Tuesday 20 May 2014

Three simple ways Gareth Edwards
could have improved Godzilla (a bit)

Not including this one.

*** WARNING ***
Contains massive spoilers for Godzilla.
Don't read unless you've seen it, aren't planning
to see it, or don't give a hoot about spoilers.

Gareth Edwards' Godzilla, currently stomping around in a cinema near you shouting about something or other, may have some of the best set-pieces we've seen in monster movies for yonks, but in terms of its human characters it's prehistoric. Everyone's a cliché, relationships are irrelevant and emotional attachment to any of them is non-existent.

But more troublingly, despite this being The Year Of Our Lord 2014, the film is a total sausagefest. Juliette Binoche is dispatched in the first reel, Sally Hawkins is a dutiful, irrelevant assistant and Elizabeth Olsen spends the whole film being a worried wife on the end of a phone while the men get on with all the heavy lifting. The only important female character in the entire movie is a Massive Unidentified Terrestrial Object, and if there's one thing I know about women it's that they don't like to be referred to as Objects. Or, for that matter, Massive.

While much of the blame for this woeful state of affairs can be apportioned to screenwriter Max Borenstein, Gareth Edwards has gone on record to say that he was largely left to his own devices by Warner Bros, so as director the buck must stop with him. He's an intelligent guy, and his first film Monsters did a much better job with the gender balancing, so what gives? The most frustrating thing about the testosterone overload is that there were three very simple solutions available to Edwards and Borenstein, and any one of them would have made a positive difference. The plot may still have been throwaway, but at least we'd be making some kind of progress in an industry powerful enough to cause ripples as big as Godzilla's footsteps.

1. Swap Bryan Cranston and Juliette Binoche
Cranston and Binoche are both terrific actors, and their billing in Godzilla is a sly wrong-footing of the audience given the amount of screen time they get. But imagine for a moment that Binoche is the nuclear expert who has to make the terrible decision to seal her husband's fate, and then spends fifteen years trying to uncover a conspiracy. Not hard, is it? The story would barely change, but the mother-son dynamic between her and Aaron Taylor-Johnson would have been a refreshing spin on the Steven Spielberg Absent Father routine Edwards employs.

2. Swap Ken Watanabe and Sally Hawkins
Presumably Ken Watanabe has to be the Godzilla expert rather than Sally Hawkins because he's a) older and b) more Japanese. Fair enough. But couldn't Hawkins' Dr Graham have been on a more equal footing to Dr Serizawa, if not his superior? Hawkins can do anything, and I for one would love to have seen her get all misty-eyed over the discovery of Gojira and excitedly spewing exposition. Gareth Edwards' love of Jurassic Park is obvious, but it doesn't appear to have extended to a close examination of the skillfully written relationship between Graham and Serizawa's predecessors, Alan Grant and Ellie Sattler.

3. Swap Aaron Taylor-Johnson and Elizabeth Olsen
I'll admit this one's a stretch, but only because the ridiculously-named Ford Brody is a soldier and we don't see many lady soldiers. But why not? He doesn't need to be physically intimidating, he's a bomb disposal expert. I'm pretty sure women do that job too. Shove him in the hospital with an iPhone stuck to his face and get Elizabeth Olsen, one of the most exciting young actresses of the moment, out in the field. The dynamic between her and her fellow soldiers would immediately suggest the kind of gender politics-based interest we saw in Aliens, and young female audiences would get their very own Ripley to boot.

I realise this might sound a bit hypocritical coming from someone who's a huge fan of such classic feminist films as the James Bond series, but I genuinely believe that young, exciting directors like Gareth Edwards have the ideal opportunity - a responsibility, even - to do something about a problem which very much exists. The fact that it might have improved his slightly disappointing film somewhat just happens to be a bonus.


## Exercise description
Every record is to be returned as written, with no omissions.

## Exercise data
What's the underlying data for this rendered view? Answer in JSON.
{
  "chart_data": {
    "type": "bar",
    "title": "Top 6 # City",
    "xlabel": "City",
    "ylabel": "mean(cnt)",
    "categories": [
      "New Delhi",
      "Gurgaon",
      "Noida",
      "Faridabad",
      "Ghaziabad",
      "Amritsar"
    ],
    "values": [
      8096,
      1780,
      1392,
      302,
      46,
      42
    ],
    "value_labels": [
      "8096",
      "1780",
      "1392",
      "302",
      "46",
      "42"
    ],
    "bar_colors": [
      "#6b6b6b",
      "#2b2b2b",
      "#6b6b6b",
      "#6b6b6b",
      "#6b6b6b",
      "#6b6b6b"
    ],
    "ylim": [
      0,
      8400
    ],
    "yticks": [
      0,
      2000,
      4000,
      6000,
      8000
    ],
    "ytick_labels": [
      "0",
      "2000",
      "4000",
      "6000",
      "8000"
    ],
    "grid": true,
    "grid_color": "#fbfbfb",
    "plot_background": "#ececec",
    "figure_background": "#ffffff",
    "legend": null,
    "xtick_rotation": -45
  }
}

## Completed task
What's the underlying data for this rendered view? Answer in JSON.
{
  "chart_data": {
    "type": "bar",
    "title": "Top 6 # City",
    "xlabel": "City",
    "ylabel": "mean(cnt)",
    "categories": [
      "New Delhi",
      "Gurgaon",
      "Noida",
      "Faridabad",
      "Ghaziabad",
      "Amritsar"
    ],
    "values": [
      8096,
      1780,
      1392,
      302,
      46,
      42
    ],
    "value_labels": [
      "8096",
      "1780",
      "1392",
      "302",
      "46",
      "42"
    ],
    "bar_colors": [
      "#6b6b6b",
      "#2b2b2b",
      "#6b6b6b",
      "#6b6b6b",
      "#6b6b6b",
      "#6b6b6b"
    ],
    "ylim": [
      0,
      8400
    ],
    "yticks": [
      0,
      2000,
      4000,
      6000,
      8000
    ],
    "ytick_labels": [
      "0",
      "2000",
      "4000",
      "6000",
      "8000"
    ],
    "grid": true,
    "grid_color": "#fbfbfb",
    "plot_background": "#ececec",
    "figure_background": "#ffffff",
    "legend": null,
    "xtick_rotation": -45
  }
}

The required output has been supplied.